Mathematical and scientific inventions have scored the history of mankind just as the great poems of the West and the East have left their indelible mark. These marvels tell our shared story, but they would be nothing without the paper they’re written on. That may seem trite but it’s not. Let me tell you why, with three examples that show how important it is to store information.
The first is the Iliad and the Odyssey. Writing was not widespread in Greece until the sixth century BC, when, fortunately, some unknown bright spark had the idea of setting down in black and white the poems attributed by custom to Homer. Whoever that was deserves a posthumous Nobel Prize.
The second example is less fortunate and concerns the work of one of the fathers of Western thought, Heraclitus. Fragments are all that remains of his On Nature, penned between the sixth and fifth centuries BC. We know that a copy of the book was kept at the library in Constantinople, but it went up in flames during one of the Crusaders’ futile slaughters in the Byzantine capital.
The third example was lucky, however – very lucky. Archimedes is well known for coming out with some good ideas. The Arabs of the early Middle Ages credited him with an integral calculation method almost two thousand years before the first coherent definition of an integral of a mathematical function, in the second half of the 17th century. Archimedes wrote down his calculation system, along with others, in a weighty scroll that ended up in Constantinople, then Jerusalem, where it was washed and reused by a copyist for a prayer book. That might have been the end of Archimedes’ integral calculation, had it not been for a Greek scholar in the late 19th century who made out the earlier text written backwards underneath the prayers. Just a century later, in 2008, Stanford University’s laboratories finished the painstaking work of drawing out everything the old mathematical genius had written.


# WORK INSTRUCTIONS:
Show every line of the records below that contains the word "weaning".
+ + + + + + +
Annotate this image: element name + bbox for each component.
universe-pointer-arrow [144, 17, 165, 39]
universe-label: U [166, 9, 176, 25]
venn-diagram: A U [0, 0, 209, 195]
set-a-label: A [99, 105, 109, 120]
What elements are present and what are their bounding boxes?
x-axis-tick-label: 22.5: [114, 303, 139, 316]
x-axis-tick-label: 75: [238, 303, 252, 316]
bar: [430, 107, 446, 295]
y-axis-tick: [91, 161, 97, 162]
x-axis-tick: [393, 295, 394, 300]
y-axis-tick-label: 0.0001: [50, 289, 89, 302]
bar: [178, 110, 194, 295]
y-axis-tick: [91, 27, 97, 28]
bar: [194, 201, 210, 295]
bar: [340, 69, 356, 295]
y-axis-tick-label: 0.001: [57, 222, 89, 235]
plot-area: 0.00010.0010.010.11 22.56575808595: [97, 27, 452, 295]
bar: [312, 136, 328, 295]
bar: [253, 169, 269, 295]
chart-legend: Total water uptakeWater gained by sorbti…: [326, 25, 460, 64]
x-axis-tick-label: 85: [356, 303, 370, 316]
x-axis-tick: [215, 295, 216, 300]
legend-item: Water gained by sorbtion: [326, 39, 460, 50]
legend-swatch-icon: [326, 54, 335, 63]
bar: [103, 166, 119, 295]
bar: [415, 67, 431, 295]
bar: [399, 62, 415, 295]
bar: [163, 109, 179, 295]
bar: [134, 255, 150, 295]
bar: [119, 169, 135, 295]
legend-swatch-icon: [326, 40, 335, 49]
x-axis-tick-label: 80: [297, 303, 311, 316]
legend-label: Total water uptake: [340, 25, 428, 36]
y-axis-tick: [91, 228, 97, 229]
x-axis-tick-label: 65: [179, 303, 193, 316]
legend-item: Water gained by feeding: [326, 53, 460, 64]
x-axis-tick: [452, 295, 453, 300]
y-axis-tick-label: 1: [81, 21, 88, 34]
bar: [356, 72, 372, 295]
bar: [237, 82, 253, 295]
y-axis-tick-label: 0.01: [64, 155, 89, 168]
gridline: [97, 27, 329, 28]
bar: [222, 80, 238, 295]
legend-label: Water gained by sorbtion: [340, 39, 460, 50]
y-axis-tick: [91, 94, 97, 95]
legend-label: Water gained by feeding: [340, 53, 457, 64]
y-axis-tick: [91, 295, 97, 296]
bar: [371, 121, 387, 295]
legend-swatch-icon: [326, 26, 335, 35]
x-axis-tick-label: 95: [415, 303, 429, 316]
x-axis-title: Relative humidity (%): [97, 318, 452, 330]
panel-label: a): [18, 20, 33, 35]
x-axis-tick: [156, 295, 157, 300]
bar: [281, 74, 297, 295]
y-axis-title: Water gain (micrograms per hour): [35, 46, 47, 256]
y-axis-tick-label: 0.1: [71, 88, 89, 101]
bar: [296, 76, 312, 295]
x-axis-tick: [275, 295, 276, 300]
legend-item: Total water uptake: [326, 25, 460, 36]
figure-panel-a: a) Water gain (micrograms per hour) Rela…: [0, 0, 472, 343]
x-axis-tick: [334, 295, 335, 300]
+ + + + + + +
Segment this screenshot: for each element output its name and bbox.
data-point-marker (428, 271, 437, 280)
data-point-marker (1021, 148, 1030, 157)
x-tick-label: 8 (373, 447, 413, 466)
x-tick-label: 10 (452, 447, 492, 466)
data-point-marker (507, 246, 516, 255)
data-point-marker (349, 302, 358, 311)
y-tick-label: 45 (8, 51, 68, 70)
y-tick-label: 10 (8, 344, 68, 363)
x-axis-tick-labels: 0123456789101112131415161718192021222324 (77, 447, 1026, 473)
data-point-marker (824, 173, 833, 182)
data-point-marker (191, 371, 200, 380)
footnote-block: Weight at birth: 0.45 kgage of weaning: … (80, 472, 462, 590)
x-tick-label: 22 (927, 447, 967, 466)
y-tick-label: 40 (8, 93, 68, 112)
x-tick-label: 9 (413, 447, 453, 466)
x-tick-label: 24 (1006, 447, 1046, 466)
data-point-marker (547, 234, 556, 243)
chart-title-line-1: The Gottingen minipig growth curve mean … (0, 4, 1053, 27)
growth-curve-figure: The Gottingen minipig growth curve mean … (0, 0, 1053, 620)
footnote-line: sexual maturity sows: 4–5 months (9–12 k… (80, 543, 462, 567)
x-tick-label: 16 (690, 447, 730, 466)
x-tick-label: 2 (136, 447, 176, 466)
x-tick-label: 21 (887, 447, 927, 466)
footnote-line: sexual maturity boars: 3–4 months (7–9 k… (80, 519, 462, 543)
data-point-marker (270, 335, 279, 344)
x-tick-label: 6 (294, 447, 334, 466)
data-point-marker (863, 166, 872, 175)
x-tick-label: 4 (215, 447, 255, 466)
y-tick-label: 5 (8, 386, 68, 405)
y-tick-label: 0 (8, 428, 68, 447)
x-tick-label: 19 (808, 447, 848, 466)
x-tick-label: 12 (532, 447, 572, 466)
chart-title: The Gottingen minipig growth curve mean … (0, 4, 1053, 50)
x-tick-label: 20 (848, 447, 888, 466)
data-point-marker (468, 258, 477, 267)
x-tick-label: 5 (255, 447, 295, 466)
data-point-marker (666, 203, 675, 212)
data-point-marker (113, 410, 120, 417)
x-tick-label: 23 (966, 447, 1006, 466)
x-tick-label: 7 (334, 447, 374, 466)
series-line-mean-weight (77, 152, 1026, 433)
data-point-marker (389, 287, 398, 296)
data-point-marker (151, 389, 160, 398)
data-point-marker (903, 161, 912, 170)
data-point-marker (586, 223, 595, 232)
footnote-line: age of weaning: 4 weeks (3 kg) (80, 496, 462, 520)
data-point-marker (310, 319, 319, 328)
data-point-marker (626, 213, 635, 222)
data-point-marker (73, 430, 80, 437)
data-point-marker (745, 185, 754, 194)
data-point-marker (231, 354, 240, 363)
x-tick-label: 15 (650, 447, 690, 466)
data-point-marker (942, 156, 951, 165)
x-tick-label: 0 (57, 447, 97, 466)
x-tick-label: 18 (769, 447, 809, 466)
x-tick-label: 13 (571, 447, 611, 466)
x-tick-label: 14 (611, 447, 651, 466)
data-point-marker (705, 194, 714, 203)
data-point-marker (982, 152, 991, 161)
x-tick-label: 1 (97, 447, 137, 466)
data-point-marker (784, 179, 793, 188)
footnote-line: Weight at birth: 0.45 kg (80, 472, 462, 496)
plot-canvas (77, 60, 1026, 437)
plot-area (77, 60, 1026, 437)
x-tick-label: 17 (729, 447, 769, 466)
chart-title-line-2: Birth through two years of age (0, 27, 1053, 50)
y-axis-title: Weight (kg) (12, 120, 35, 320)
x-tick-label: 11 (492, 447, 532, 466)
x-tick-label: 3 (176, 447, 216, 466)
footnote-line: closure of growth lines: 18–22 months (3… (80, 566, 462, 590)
+ + + + + + +
# RESPONSE BELOW:
footnote-block: Weight at birth: 0.45 kgage of weaning: … (80, 472, 462, 590)
footnote-line: age of weaning: 4 weeks (3 kg) (80, 496, 462, 520)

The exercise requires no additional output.